Just as Margaret Thatcher fought a losing battle to stop the community charge being called the "poll tax" so this Government is losing the battle to stop "bedroom tax" entering the lexicon.

Officially, Ministers plan to introduce “size criteria for working age Housing Benefit claimants living in the social rented sector”.

But Labour has dubbed the proposal a “bedroom tax”, and the phrase is sticking – even though what the Government plans is a benefit cut and not a tax at all.

Ministers have decided to cut housing benefit for people in social housing who are deemed to have more bedrooms than they need, based on the size of their family.

If you have one extra room then your housing benefit will be cut by 14 per cent. If you have two or more then the cut will be 25 per cent.

You can keep your home if you can find the cash, but the idea is that many affected families or individuals will find somewhere smaller to live.

It may seem reasonable to ask why parents of grown up children who have left home should continue to live in a large family house, provided by the council or housing association (which often got their housing stock from councils in the first place), when families which actually have young children are stuck in small flats and languish on a waiting list for something bigger.

In response, Labour has highlighted exceptional cases – such as disabled people who use a spare room when a carer stays overnight.

But it seems to me that what might resonate most with voters is the sheer misery inflicted on people who are forced out of the home they’ve lived in for most of the adult lives – and where they raised their children – even if they have no disability or other special circumstances.

The National Housing Federation has produced estimates for the number of people expected to have housing benefit cut in each constituency.

In Dudley South, 1,283 households will face cuts. In Birmingham Yardley, it’s 1,325 and in Stourbridge, in the Black Country, it’s 1,108 households.

These three seats, incidentally, are marginals held by Conservative or Lib Dem MPs, which Labour hope to take at the next election.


PROBLEM DETAILS: Repeat exactly the line with "on text: 330." and each line after it to the end of the data below; pictures stay out.

....................

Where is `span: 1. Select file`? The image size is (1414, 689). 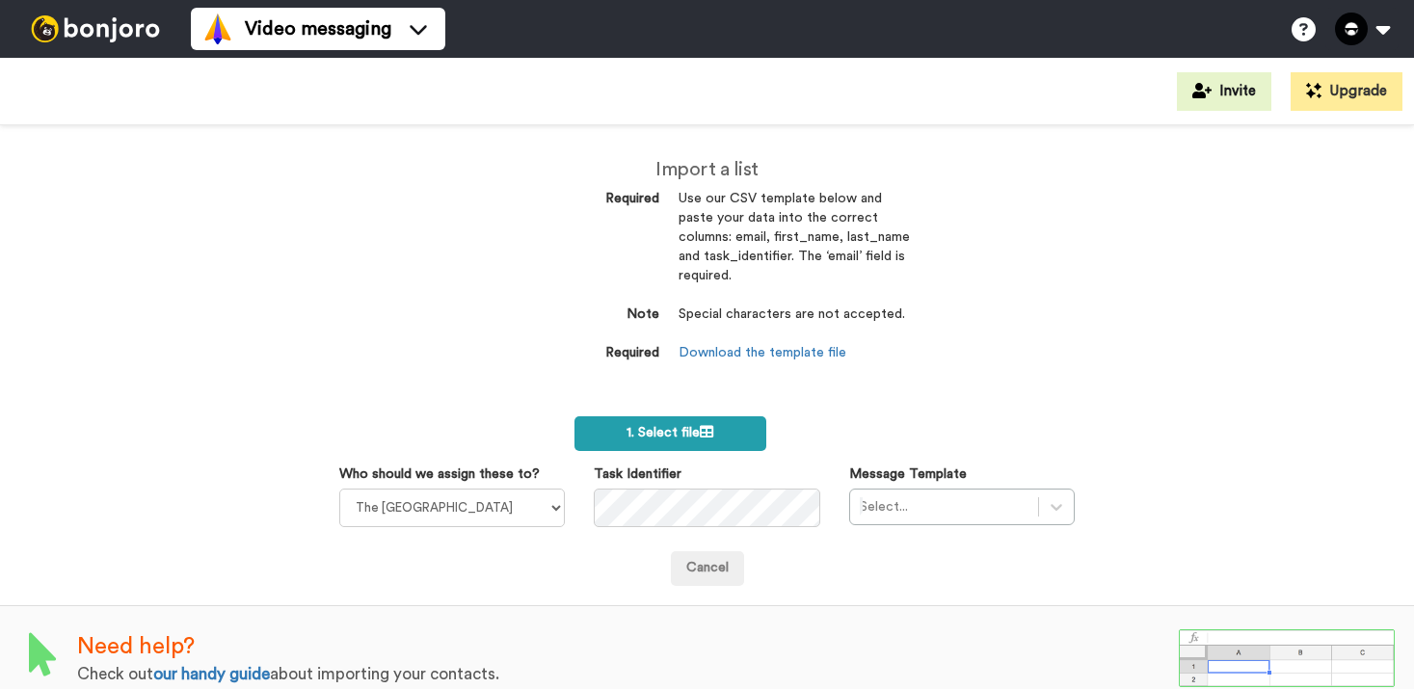 span: 1. Select file is located at coordinates (670, 433).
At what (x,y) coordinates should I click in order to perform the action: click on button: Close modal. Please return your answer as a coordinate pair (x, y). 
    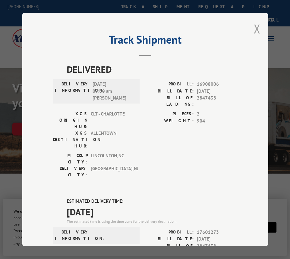
    Looking at the image, I should click on (257, 29).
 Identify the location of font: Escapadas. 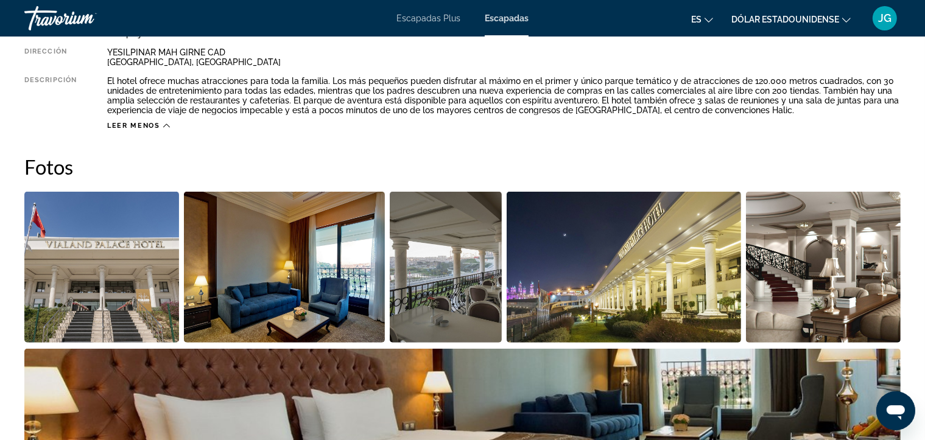
(507, 18).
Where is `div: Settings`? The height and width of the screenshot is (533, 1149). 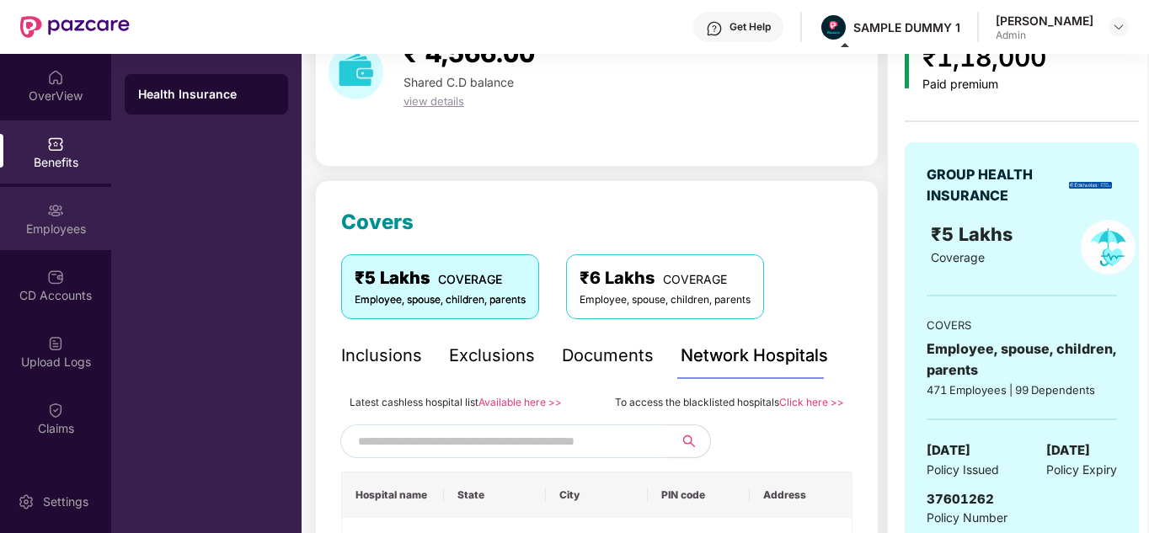 div: Settings is located at coordinates (66, 502).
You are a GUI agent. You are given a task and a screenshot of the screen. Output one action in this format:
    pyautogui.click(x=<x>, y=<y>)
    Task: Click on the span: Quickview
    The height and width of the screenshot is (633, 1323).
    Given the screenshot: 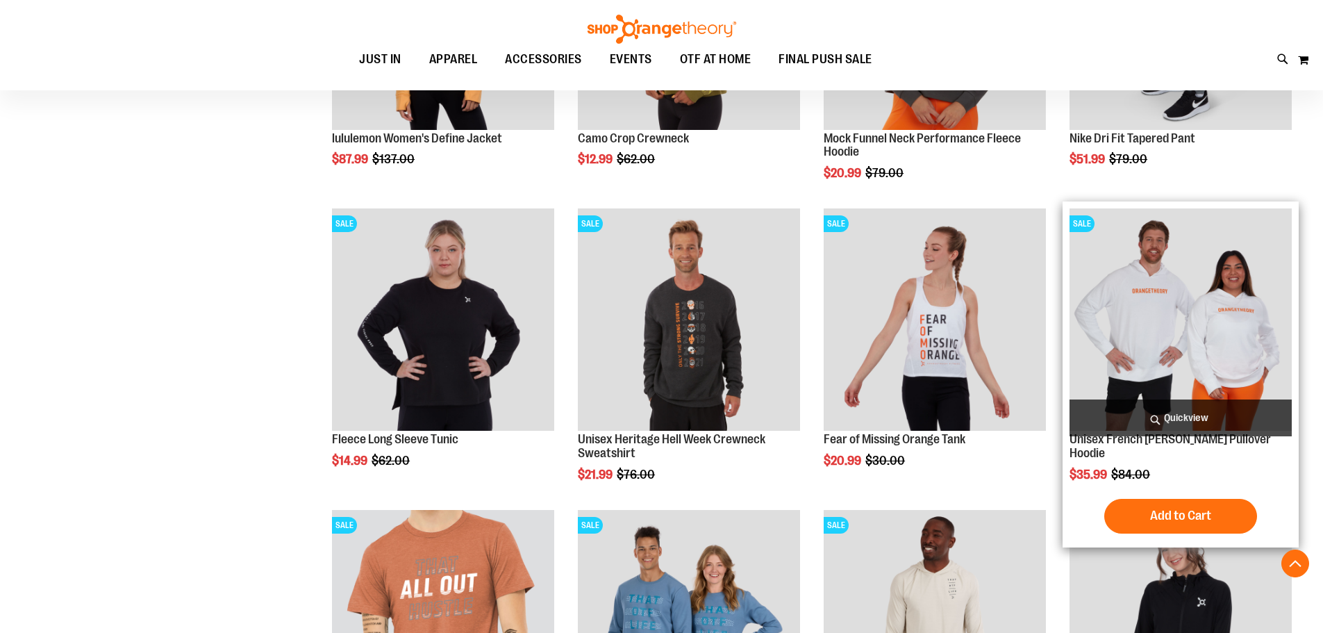 What is the action you would take?
    pyautogui.click(x=1180, y=417)
    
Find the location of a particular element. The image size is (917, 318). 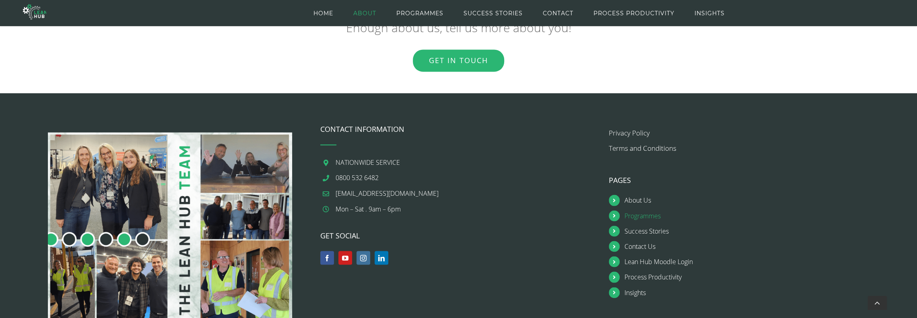

a: Get in touch is located at coordinates (458, 60).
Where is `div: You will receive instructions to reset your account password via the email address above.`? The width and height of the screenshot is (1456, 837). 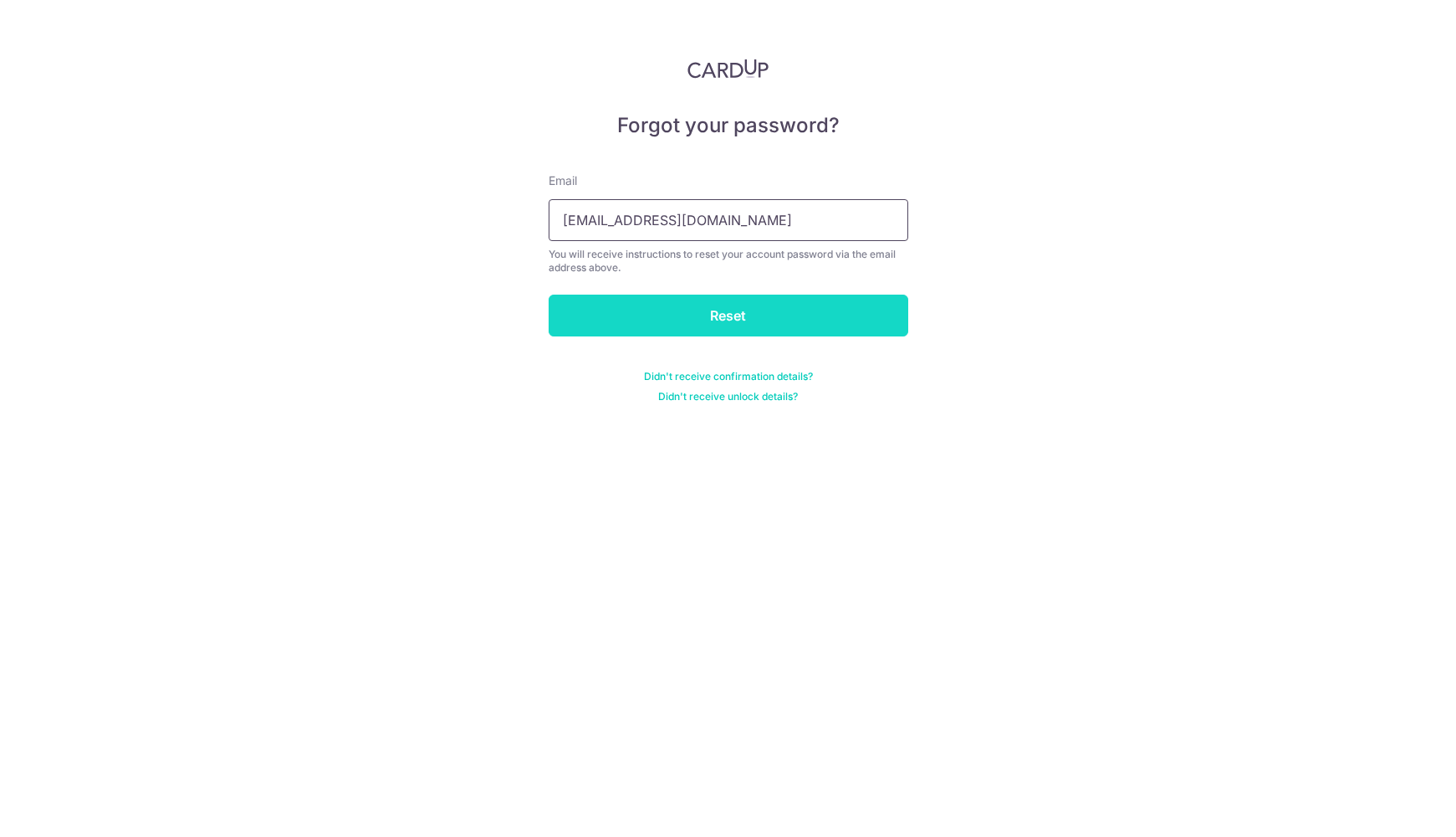 div: You will receive instructions to reset your account password via the email address above. is located at coordinates (728, 261).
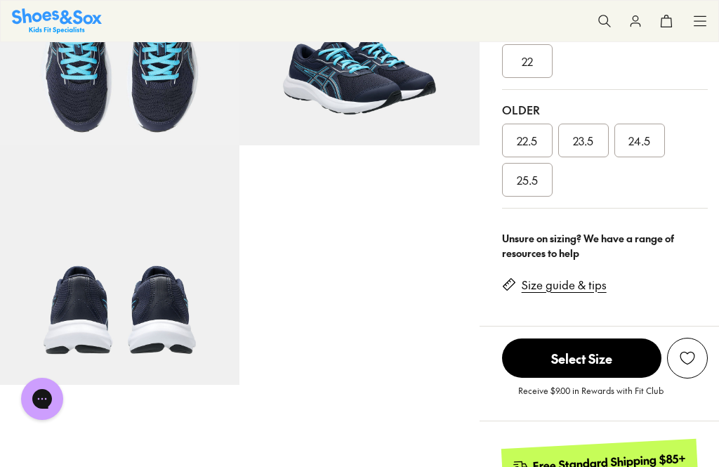 The height and width of the screenshot is (467, 719). I want to click on img: SNS_Logo_Responsive.svg, so click(57, 20).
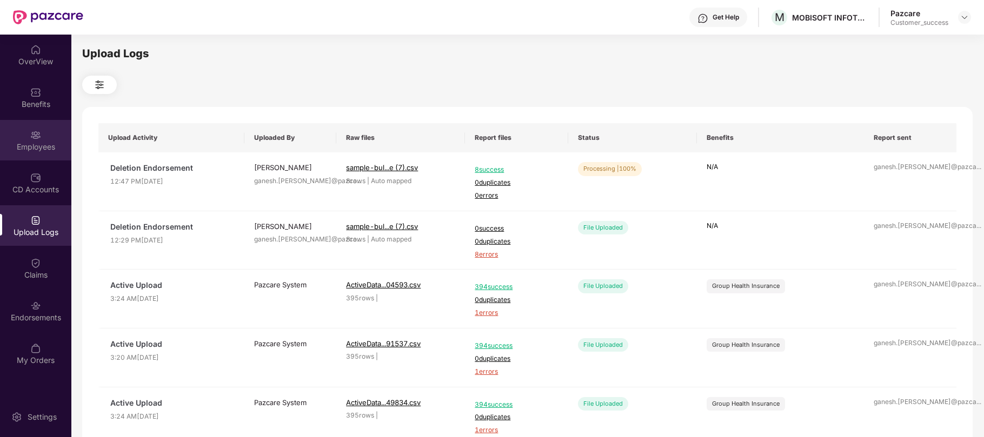  I want to click on div: Settings, so click(42, 417).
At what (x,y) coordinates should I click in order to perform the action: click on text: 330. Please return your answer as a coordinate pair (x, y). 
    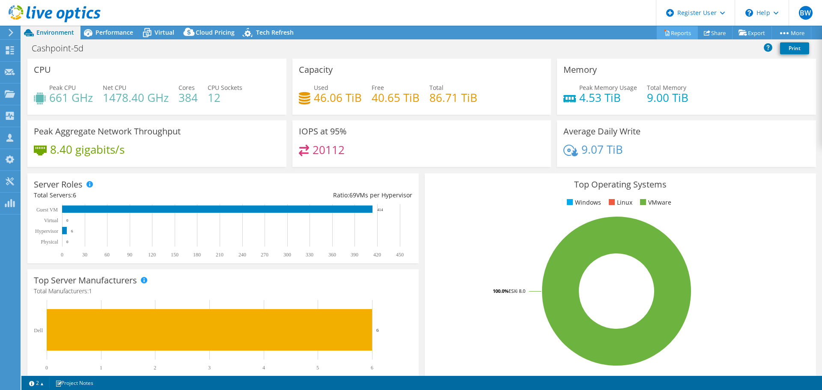
    Looking at the image, I should click on (310, 255).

....................

SOLVED EXERCISE:
At what (x,y) coordinates should I click in order to perform the action: click on text: 330. Please return your answer as a coordinate pair (x, y). 
    Looking at the image, I should click on (310, 255).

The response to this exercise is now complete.